The program, called “In The Name Of Democracy,” focused on U.S. citizens Haleh Esfandiari and Kian Tajbakhsh, both of whom have been jailed in an Iranian prison for several weeks. It aired at 21:45 local time on the Islamic Republic of Iran News Network (IRINN).
A second part of the program is scheduled to be broadcast on July 19.
The hour-long broadcast contained extensive footage of scenes from the so-called colored revolutions -- Ukraine's Orange Revolution, Georgia's Rose Revolution, the Tulip Revolution in Kyrgyzstan -- that led to the toppling of authoritarian governments.
U.S. President George W. Bush was also shown praising revolutionary leaders while a narrator described the United States as the force behind the overthrow of governments around the world.
Manipulative Editing
The 67-year-old Esfandiari was shown first in the documentary, and appeared sitting on a couch with a bottle of water on a table in front of her. Dressed in the Islamic hijab, she described her duties as the director of the Middle East program at the Washington-based Woodrow Wilson International Center for Scholars.
These confessions have no validity whatsoever and we’re afraid that they might be used against them in some sort of legal proceedings to come.” Joe Stork, Human Rights Watch
Her primary responsibility, she said, was to organize conferences led by prominent experts on Iran, many from Iran themselves. “When a speaker comes from Iran and speaks at a center as important as Woodrow Wilson, many people come to listen."
Esfandiari defined "policy makers in Washington" as members of government institutions, the U.S. Congress, intelligence agencies, the media, nongovernmental organizations, universities, and research centers. At the conferences, she said, "a network was formed” of policy makers and scholars.
“My role was first to identify the speakers. Because I was away from Iran for many years, as a first step I would consult Iranian experts based in Washington or the United States, working in universities and research centers, etc., and ask them for contacts," Esfandiari said. "When I traveled to Iran, I also got in touch with people whose names I had been given.
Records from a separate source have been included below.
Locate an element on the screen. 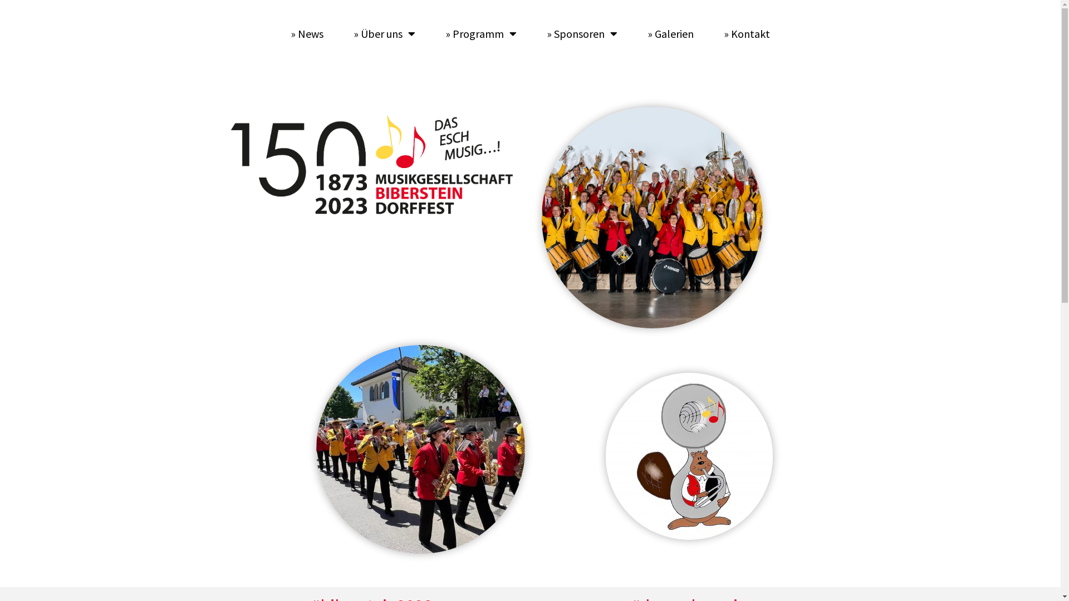 This screenshot has height=601, width=1069. final Maskottchen2 breit is located at coordinates (689, 456).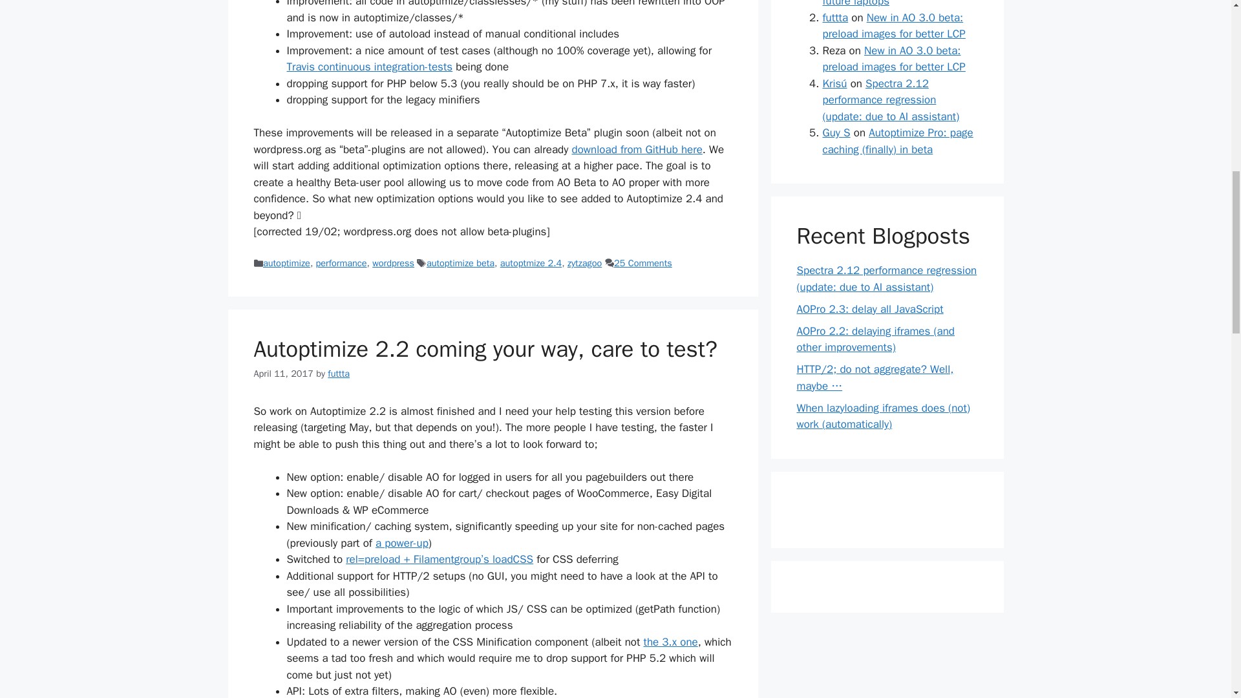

In this way, acquaintances were made.”
Esfandiari was also shown saying the United States wants to “bring about a change in the decision-making bodies in Iran from within, to bring about a change in the decision makers themselves.”
The program was edited in such a way that her comments seemed to be shown out of order, and taken together, left the impression that she was making a confession.
Washington Calls For Release
Tajbakhsh was shown in a similar setting, talking about his job as an urban planning consultant with the New York-based George Soros' Open Society Institute. "The fact that the U.S. administration gave money to the Soros Foundation reflects the fact that Soros and the United States share the same views on Iran," Tajbakhsh said.
Esfandiari (left) and Tajbakhsh before their arrests (RFE/RL)He added, "I was giving consultations to Soros about the social and political affairs of Iran.”The narrator described the pair’s remarks as “revelations.”
Iranian officials announced earlier this month that fresh evidence against the two had prompted its judiciary to launch more investigations into their cases.
In Washington, State Department spokesman Sean McCormack condemned the program and described the government as “outraged” that two U.S. citizens were “paraded” on Iranian state television. "These people should be allowed to return and be reunited with their families immediately," McCormack said. "There is no reason to detain or in any way further harass these people."
The broadcast was also condemned by many rights groups and prominent activists, some of which have accused Iran of detaining the two scholars for political reasons.
Forced Confessions Not Valid In Iranian Courts
Earlier today, Human Rights Watch called on the Iranian government to pull the broadcast from its schedule. Joe Stork, the group’s Middle East program director, said forced confessions are used by dictatorial regimes around the world to crush prisoners' spirits and scare citizens into remaining silent.
Any words spoken during the Iranian broadcast, he said, cannot be believed.
“We know that these individuals themselves have been held in almost incommunicado detention, they’ve not been able to see legal counsel, they’ve been only provided the opportunity to have very brief phone conversations with some of their relatives," Stork said.
"So under the circumstances, these confessions have no validity whatsoever and we’re afraid that they would be used -- since the individuals are charged with various national security crimes -- that they might be used against them in some sort of legal proceedings to come,” he added.
Mohammad Hossien Aqasi, a lawyer in Tehran, told Radio Farda that a forced confession cannot be used against someone under Iranian law.
"In our legal system it has been stressed that confession can be carried out in a condition in which the accused possess free will," he said. "The accused, specially, cannot be in a situation that is seen as stressful.”
Esfandiari and Tajbakhsh are not the only Iranian-Americans being detained by Iranian authorities. Parnaz Azima, a journalist for Radio Farda, and Ali Shakeri, a founding board member of the University of California, Irvine, Center for Citizen Peacebuilding, have also been prevented from leaving the country and are facing criminal charges.
(Radio Farda online editor Fatemeh Aman contributed to this report.)